I am sure that many individuals within the DOE truly wanted to reach consensus within negotiated rulemaking, but the process for doing so was flawed from the beginning. The process worked as designed, and no consensus was reached. Now the DOE has the discretion to introduce the proposed language it wants or even to drop the subject.
The shame of this is that there really is a problem to be addressed. eCampusNews described today how Ashford University agreed to a $7.25 million settlement and revise marketing practices based on a state of Iowa lawsuit. One former student commented:
Pat Kean, a military veteran from Madrid and former Ashford College of Education student, said he used higher education funds earned through his service to pay for online classes, only to discover in his final days as a student that his teaching degree wasn’t valid and his credits weren’t transferrable. Even the land-based campus in Clinton wouldn’t accept his credits, he said.

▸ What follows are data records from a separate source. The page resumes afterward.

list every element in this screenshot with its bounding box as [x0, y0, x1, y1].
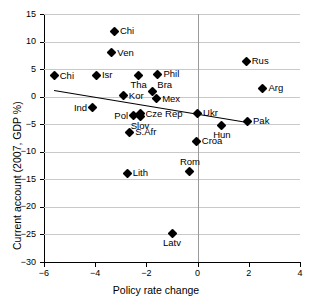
data-point-label: Chi [60, 71, 74, 81]
x-tick-mark [146, 263, 147, 267]
x-axis-title: Policy rate change [0, 285, 312, 296]
data-point-label: Ukr [203, 108, 218, 118]
y-axis-title: Current account (2007, GDP %) [12, 101, 23, 250]
x-tick-mark [44, 263, 45, 267]
gridline-y [44, 42, 300, 43]
x-tick-mark [198, 263, 199, 267]
x-tick-mark [300, 263, 301, 267]
data-point-label: Kor [129, 91, 144, 101]
data-point-marker [152, 94, 162, 104]
data-point-marker [153, 69, 163, 79]
y-tick-label: 0 [6, 92, 36, 101]
data-point-marker [118, 91, 128, 101]
y-tick-mark [40, 207, 44, 208]
data-point-label: Mex [162, 94, 180, 104]
gridline-y [44, 207, 300, 208]
y-tick-mark [40, 179, 44, 180]
data-point-label: Pol [114, 111, 128, 121]
y-tick-label: 5 [6, 65, 36, 74]
data-point-marker [49, 71, 59, 81]
x-axis-line [44, 262, 301, 263]
data-point-marker [191, 136, 201, 146]
y-tick-mark [40, 152, 44, 153]
plot-area: ChiVenRusChiIsrThaPhilArgBraKorMexIndUkr… [44, 14, 300, 262]
y-tick-mark [40, 42, 44, 43]
gridline-y [44, 152, 300, 153]
data-point-label: Latv [163, 238, 181, 248]
data-point-marker [107, 48, 117, 58]
data-point-label: Ven [117, 48, 133, 58]
data-point-marker [122, 168, 132, 178]
data-point-marker [193, 108, 203, 118]
y-tick-mark [40, 69, 44, 70]
y-tick-mark [40, 234, 44, 235]
data-point-label: Isr [102, 70, 113, 80]
data-point-label: Arg [268, 83, 283, 93]
data-point-marker [88, 103, 98, 113]
data-point-label: Phil [163, 69, 179, 79]
x-tick-label: 2 [237, 269, 261, 278]
data-point-marker [92, 70, 102, 80]
y-tick-label: 10 [6, 37, 36, 46]
data-point-marker [109, 26, 119, 36]
y-tick-mark [40, 14, 44, 15]
data-point-marker [258, 83, 268, 93]
x-tick-label: 4 [288, 269, 312, 278]
data-point-label: S.Afr [135, 127, 156, 137]
y-tick-mark [40, 97, 44, 98]
data-point-label: Chi [120, 26, 134, 36]
data-point-label: Tha [131, 80, 147, 90]
scatter-chart: ChiVenRusChiIsrThaPhilArgBraKorMexIndUkr… [0, 0, 312, 304]
data-point-marker [241, 56, 251, 66]
gridline-y [44, 14, 300, 15]
data-point-label: Bra [157, 80, 172, 90]
data-point-marker [185, 166, 195, 176]
data-point-label: Lith [133, 168, 148, 178]
data-point-label: Pak [253, 116, 269, 126]
x-tick-label: −2 [134, 269, 158, 278]
y-tick-label: 15 [6, 10, 36, 19]
y-tick-mark [40, 124, 44, 125]
data-point-label: Rus [252, 56, 269, 66]
data-point-label: Cze Rep [146, 109, 183, 119]
data-point-label: Rom [180, 157, 200, 167]
gridline-y [44, 179, 300, 180]
data-point-label: Croa [202, 136, 223, 146]
x-tick-label: −4 [83, 269, 107, 278]
data-point-label: Ind [74, 103, 87, 113]
x-tick-mark [249, 263, 250, 267]
x-tick-label: 0 [186, 269, 210, 278]
x-tick-label: −6 [32, 269, 56, 278]
y-tick-label: −30 [6, 258, 36, 267]
x-tick-mark [95, 263, 96, 267]
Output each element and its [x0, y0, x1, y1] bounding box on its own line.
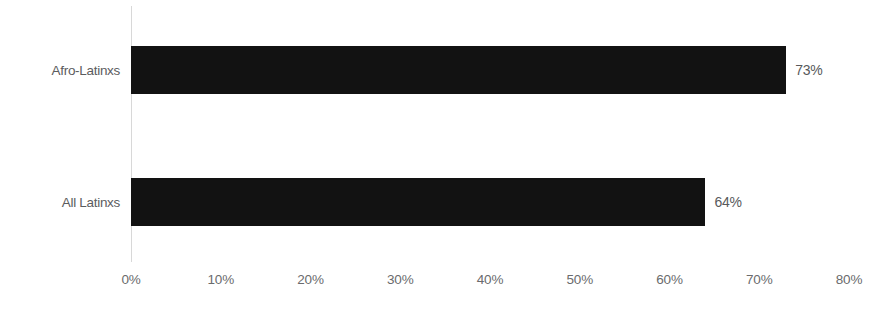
tick-label-30pct: 30%: [387, 272, 413, 287]
category-label-afro-latinxs: Afro-Latinxs: [11, 63, 131, 78]
tick-label-0pct: 0%: [121, 272, 140, 287]
tick-label-80pct: 80%: [836, 272, 862, 287]
bar-value-label-all-latinxs: 64%: [714, 194, 741, 210]
tick-label-70pct: 70%: [746, 272, 772, 287]
tick-label-10pct: 10%: [208, 272, 234, 287]
category-label-group: All Latinxs: [0, 178, 131, 226]
category-label-group: Afro-Latinxs: [0, 46, 131, 94]
tick-label-50pct: 50%: [567, 272, 593, 287]
category-label-all-latinxs: All Latinxs: [11, 195, 131, 210]
plot-area: Afro-Latinxs 73% All Latinxs 64% 0%10%20…: [0, 0, 891, 318]
bar-value-label-afro-latinxs: 73%: [795, 62, 822, 78]
bar-all-latinxs: [131, 178, 705, 226]
bar-afro-latinxs: [131, 46, 786, 94]
tick-label-40pct: 40%: [477, 272, 503, 287]
bar-chart: Afro-Latinxs 73% All Latinxs 64% 0%10%20…: [0, 0, 891, 318]
tick-label-60pct: 60%: [656, 272, 682, 287]
tick-label-20pct: 20%: [297, 272, 323, 287]
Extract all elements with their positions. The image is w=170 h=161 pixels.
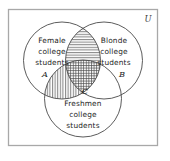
set-a-line2: college (38, 47, 66, 56)
set-b-letter: B (118, 69, 125, 79)
universe-label: U (144, 14, 152, 24)
venn-diagram-figure: U Female (0, 0, 170, 161)
set-b-line3: students (97, 58, 130, 67)
set-b-line2: college (100, 47, 128, 56)
set-b-line1: Blonde (101, 36, 128, 45)
venn-diagram-svg: U Female (0, 0, 170, 161)
set-c-line2: college (69, 110, 97, 119)
set-c-line1: Freshmen (64, 99, 101, 108)
set-a-letter: A (41, 69, 48, 79)
set-c-letter: C (82, 86, 89, 96)
set-a-line1: Female (38, 36, 66, 45)
set-a-line3: students (35, 58, 68, 67)
set-c-line3: students (66, 121, 99, 130)
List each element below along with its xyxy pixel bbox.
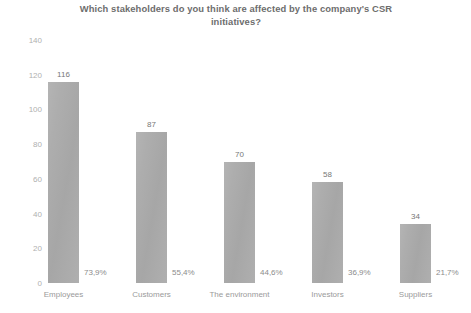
bar-percent-label: 21,7% (436, 268, 459, 277)
y-axis-tick-label: 140 (12, 36, 42, 45)
y-axis-tick-label: 20 (12, 244, 42, 253)
bar-value-label: 58 (298, 170, 358, 179)
bar-chart: Which stakeholders do you think are affe… (0, 0, 471, 313)
bar-percent-label: 44,6% (260, 268, 283, 277)
bar-value-label: 87 (122, 120, 182, 129)
y-axis-tick-label: 100 (12, 105, 42, 114)
bar-value-label: 34 (386, 212, 446, 221)
y-axis-tick-label: 40 (12, 209, 42, 218)
bar[interactable] (400, 224, 431, 283)
plot-area: 020406080100120140 11673,9%8755,4%7044,6… (0, 0, 471, 313)
bar-percent-label: 36,9% (348, 268, 371, 277)
bar-value-label: 70 (210, 150, 270, 159)
bar-percent-label: 55,4% (172, 268, 195, 277)
bar-percent-label: 73,9% (84, 268, 107, 277)
bar[interactable] (224, 162, 255, 284)
y-axis-tick-label: 0 (12, 279, 42, 288)
bar[interactable] (48, 82, 79, 283)
bar[interactable] (312, 182, 343, 283)
bar-value-label: 116 (34, 70, 94, 79)
y-axis-tick-label: 80 (12, 140, 42, 149)
x-axis-category-label: Suppliers (361, 290, 471, 299)
y-axis-tick-label: 60 (12, 174, 42, 183)
bar[interactable] (136, 132, 167, 283)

Students do need to have pathways, including via states, to address misleading marketing practices and poor quality. The process seems to have worked here, even without State Authorization, partially as students in the Ashford home state of Iowa complained. But where would students in Oregon complain? This is the rationale for State Authorization.
Despite the exclusion of state regulators in the negotiated rulemaking process and the last-minute changes to requirements on state regulators, the DOE has actually been forthright in their intention to force states to ramp up “active” oversight. From the Federal Register in 2010 (see page 34813, left column):
Upon further review, we believe the better approach is to view the State approval to offer postsecondary educational programs as a substantive requirement where the State is expected to take an active role in approving an institution and monitoring complaints from the public about its operations and responding appropriately.
In other words, there is a problem to be solved, and the intent to place new regulatory requirements on the states themselves has been known. What is unfortunate is the process that A) grew regulatory language by a factor of 25, B) still excluded key input from affected parties, and C) predictably failed to reach consensus.